Season 3 – Episode 1
Louise Raw, Striking a Light: The Bryant and May Matchwomen and their Place in Labour History (London: Bloomsbury, 2009).
Annie Besant, “White Slavery in London,” The Link 21 (23 June 1888), http://www.mernick.org.uk/thhol/thelink.html .
“UNVEILING OF MR. GLADSTONE’S STATUE AT BOW,” Pall Mall Gazette, 10 August 1882, p. 10.
“UNVEILING OF MR. GLADSTONE’S STATUE AT BOW,” The Leeds Mercury, 10 August 1882, p. 7.
Sean Creighton, “From Revolution to New Unionism: The Impact of ‘Bloody Sunday’ on the Development of John Burns’ Politics,” A History of Riots edited by Keith Flett (Newcastle upon Tyne: Cambridge Scholars Publishing, 2015).
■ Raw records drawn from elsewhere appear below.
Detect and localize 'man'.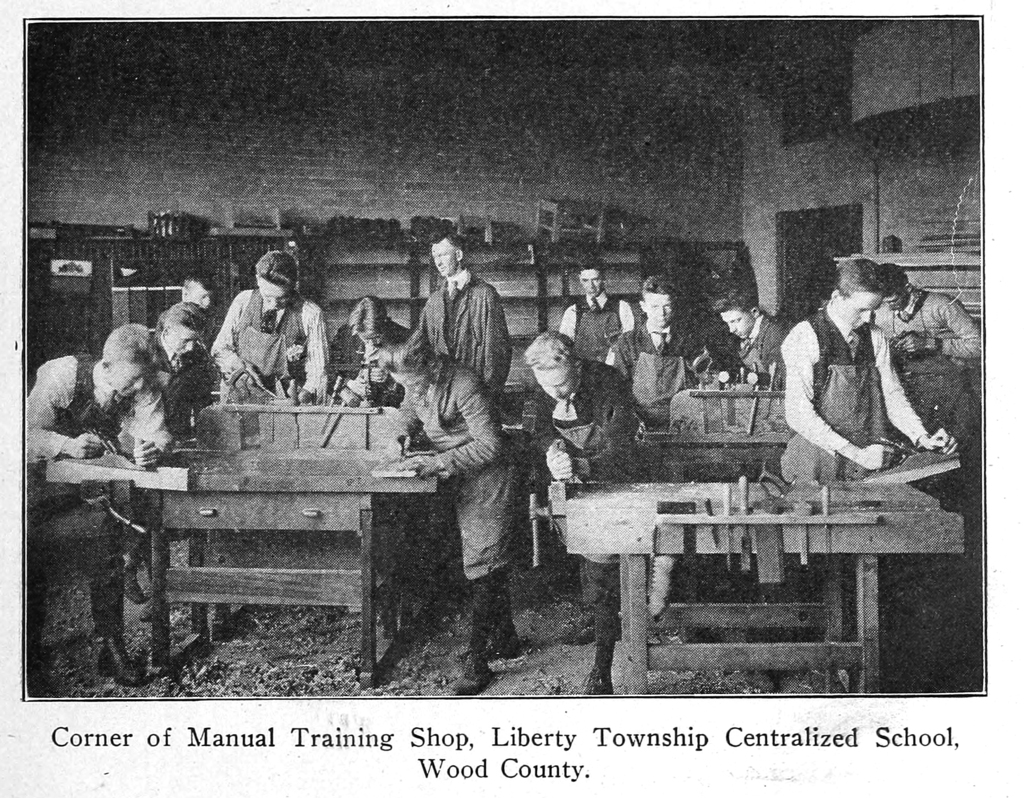
Localized at Rect(402, 235, 508, 405).
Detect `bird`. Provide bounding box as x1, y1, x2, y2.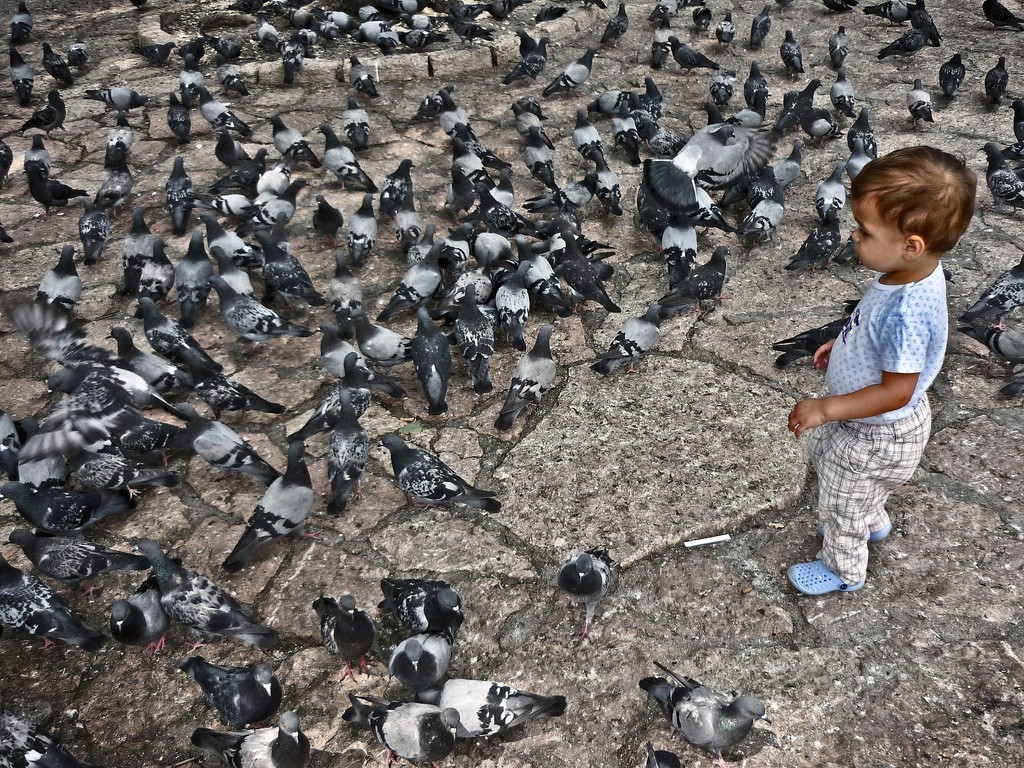
307, 595, 385, 682.
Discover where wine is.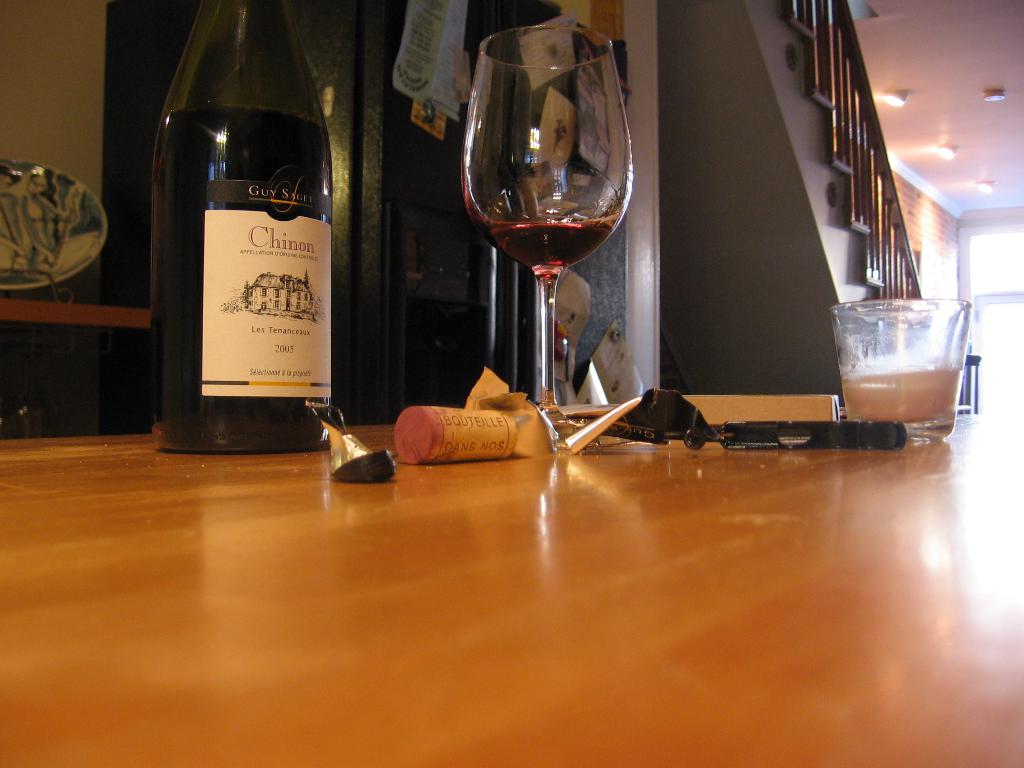
Discovered at Rect(469, 215, 611, 280).
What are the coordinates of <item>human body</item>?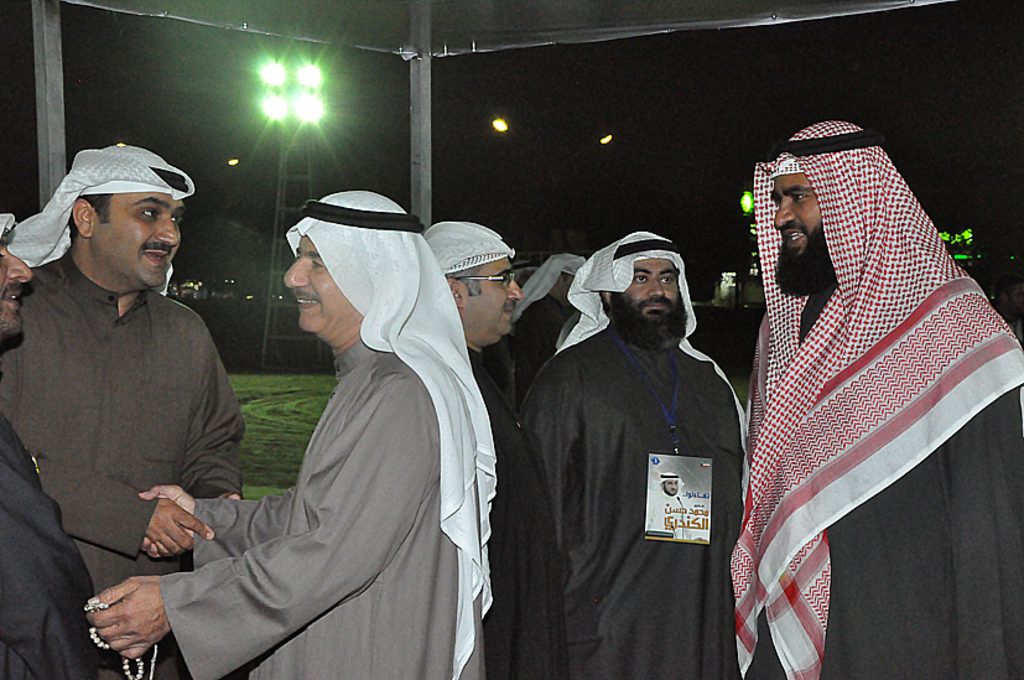
(left=726, top=118, right=1023, bottom=673).
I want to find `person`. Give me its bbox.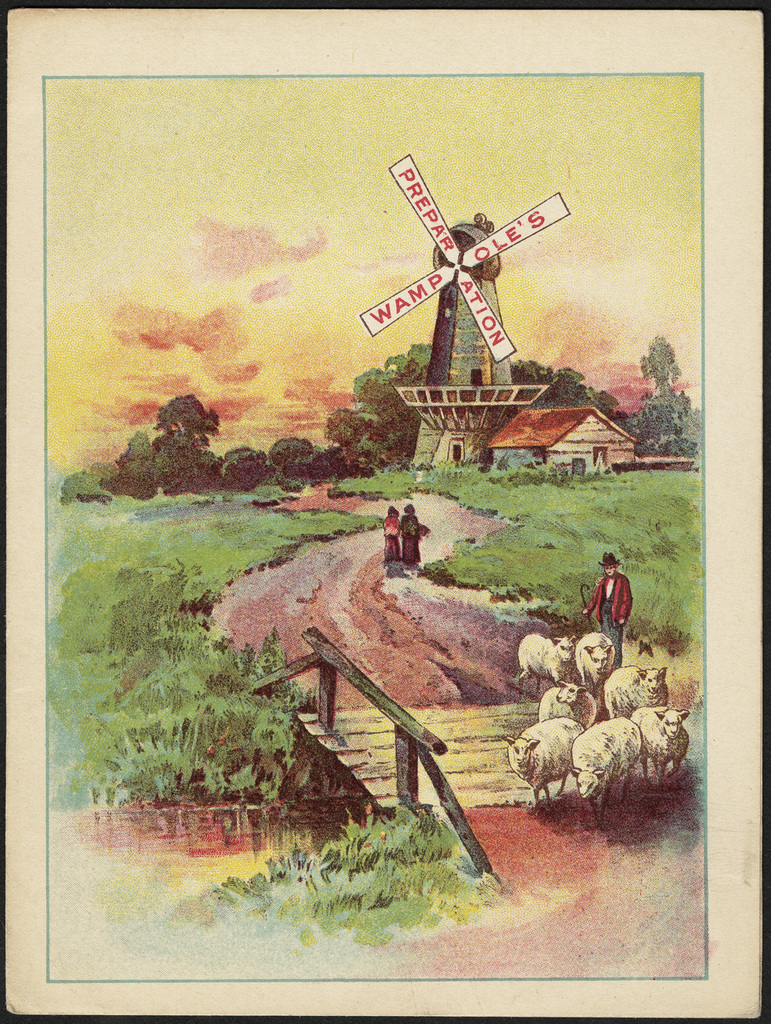
Rect(395, 504, 427, 560).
Lisa Keller, Triumph of Order: Democracy & Public Space in New York and London (New York: Columbia University Press, 2009).
Jerry White, London in the 19th Century: An Human Awful Wonder of God (London: Jonathan Cape, 2007).
Stewart P. Evans and Donald Rumbelow, Jack the Ripper: Scotland Yard Investigates (Stroud, Gloucestershire: The History Press, 2010).
Keith Surridge, “Warren, Sir Charles,” Oxford Dictionary of National Biography, 25 May 2006, https://doi.org/10.1093/ref:odnb/36753 .
Katharina Galor and Gideon Avni, Unearthing Jerusalem: 150 Years of Archaeological Research in the Holy City (Winona Lake, IN: Eisenbrauns, 2011).
Abigail Jacobson, From Empire to Empire: Jerusalem between Ottoman and British Rule (Ithaca, NY: Syracuse University Press 2011).
Yaron Perry, British Mission to the Jews in Nineteenth-Century Palestine (London: Frank Cass Publishers, 2003).
Charles Warren, Underground Jerusalem (London: Richard Bentley and Son, 1876).
“TRIAL OF LEFROY,” Pall Mall Gazette, 7 November 1881, p. 8.
Adam Wood, The Trial of Percy Lefroy Mapleton (London: Mango Books, 2019).
Adam Wood, Swanson: The Life and Times of a Victorian Detective (London: Mango Books, 2020).
Arthur and Mary Sellwood, Death Ride from Fenchurch Street and other Victorian Railway Murders (Gloucestershire: Amberley Publishing, 2009).
“MYSTERIOUS MURDER IN A RAILWAY CARRIAGE,” The Newcastle Courant, 1 July 1881, p.2.
“THE BRIGHTON RAILWAY MURDER,” The Newcastle Courant, 8 July 1881, p. 3.